1/8/08

How is that Republican economy going into the election cycle?

According to the worst president ever in the history of the USA:
“In a marked shift from his usual upbeat economic assessments,” President Bush “conceded…that the nation faces ‘economic challenges’ due to rising oil prices, the home mortgage crisis and a weakening job market.” Though Bush insisted he “recognize[d] the reality of the situation,” the White House has refused to say that the economy might be heading towards a recession.
And according to the calculator toting kind of people:
In a “controversial” report, Merrill Lynch “said that Friday’s employment report, which sent shares tumbling worldwide, confirmed that the US is in the first month of a recession.”
Bahhh! What would those financial type idiots know about this anyways? Well... They know they have plenty of money to toss at fighting presidential candidates that want to do something to help the little guy:
Alarmed at the increasingly populist tone of the 2008 political campaign,” U.S. Chamber of Commerce President Tom Donohue said his organization “would spend in excess of the approximately $60 million it spent in the last presidential cycle” to defeat “anti-business” candidates.

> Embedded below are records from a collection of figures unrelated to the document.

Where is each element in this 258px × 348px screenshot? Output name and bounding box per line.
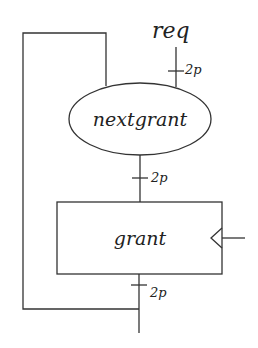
mid-bus-width: 2p	[150, 170, 168, 185]
feedback-wire	[23, 33, 139, 309]
req-label: req	[152, 18, 190, 43]
nextgrant-label: nextgrant	[93, 108, 188, 130]
arbiter-diagram: req 2p nextgrant 2p grant 2p	[0, 0, 258, 348]
req-bus-width: 2p	[184, 62, 202, 77]
grant-label: grant	[114, 227, 167, 249]
out-bus-width: 2p	[149, 285, 167, 300]
clock-triangle-icon	[211, 228, 222, 248]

Presidential candidates in particular have responded to the public concern. Former Sen. John Edwards of North Carolina has been the bluntest populist voice, but other front-running Democrats, including Sen. Hillary Rodham Clinton of New York and Sen. Barack Obama of Illinois, have also called for change on behalf of middle-class voters.

On the Republican side, former Arkansas Gov. Mike Huckabee - emerging as an unexpected front-runner after winning the Iowa caucuses - has used populist themes in his effort to woo independent voters, blasting bonus pay for corporate chief executives and the effect of unfettered globalization on workers.

While I would not lump Hillary Clinton into the populist candidate short list in any way shape or form, it is apparent that the Chamber of Commerce is part of a group of idiots that will try and make "Populist" the new "Liberal" smear from the rightards that got us in this mess.

Also, I am glad to see the recession hasn't stopped them from finding the dough
to stomp on the poor people in their ongoing class war known as "The Great and Failed Republican Experiment" brought to you by your local and national GOP candidates, aided and abetted by spineless Democrats who had turned their back on the people, over the last 30 or so years...

We have a crippled Economy brought to you by precisely the kind of candidates and policies that the Chamber of Commerce would and do support, but they want to stop candidates that advocate real change?

John Edwards clearly fits into the long tradition of economic populism, and this is clearly a major reason why Versailles has done its very best to ignore him, and if it can't do that, to label him as angry, to write him off as "not serious," in some way. Obama, on the other hand, has repeatedly poked at post-1950s styled "progressives", often along the lines that they are somehow uncouth-a typical progressive complaint about populists. Edwards, in true populist style, is emphatic in demanding change, and stressing the urgency involved. Obama prefers to work incrementally. The two candidates are almost archetypal embodiements of populism and progressivism... except that Obama's followers rally around him like a populist tribune of the people. This is not unheard of. Teddy Roosevelt was one of the main progressive leaders of his day, and was clearly a political rock star. But Roosevelt was the exception that proves the rule. Most progressive leaders are restrained and cerebral, reflecting the normative difference between their tradition and that of the populists.

In fact I would argue the following:

(1) People are suffering from extreme wealth polarization, and related political neglect that has a wide range of manifestations. Edwards is a genuine economic populist speaking to this neglect, and because he is doing so, he is despised by the political establishment.

(2) However, this situation has developed over a long period of time, and has a rather complex and confusing overlay surrounding it, including several decades of distracting political debates, in which the Democrats traditional defense of the work class has largely been obscured, and the normal history of American politics, in which one party or the other dominates for long periods of time, has been forgoten. Barack Obama has taken advantage of this situation to substitute his own version of the elite/progressive narrative, which blames the situation on "gridlock," "polarization," and "politics as usual," casts both sides as similarly (if not equally) to blame, and demonizes populist anger, offering in its place a sanitized dionysian frenzy of ecstatic release.

(3) In short: Edwards is the real populist, but in today's world, you almost need to be a progressive scholar to appreciate just how deeply rooted his populism really is. Obama, on the other hand, is a classic progressive, who is playing the part of a populist to perfection, with none of that icky oppositional baggage that progressives always find so distressing. Obama's victory speech in Iowa was the perfect embodiment of cultural populism-it's model was not William Jennings Bryan's "Cross of Gold," but Napoleon Hill's Think and Grow Rich , more recently channeled by the likes of Tony Robbins.

I am not a member of the Democratic party, not in any way shape or form, and I certainly do not suffer from "GOP delusions" about the differences between the candidates on the left. And I will continue to paint a clear and honest picture of where the Democratic candidates really stand, IMHO, in the hopes that the voters will make an informed choice based on facts... Regardless of whom they should choose as their candidate in the election cycle and, hopefully, with them disregarding the far-right wingnuts spin.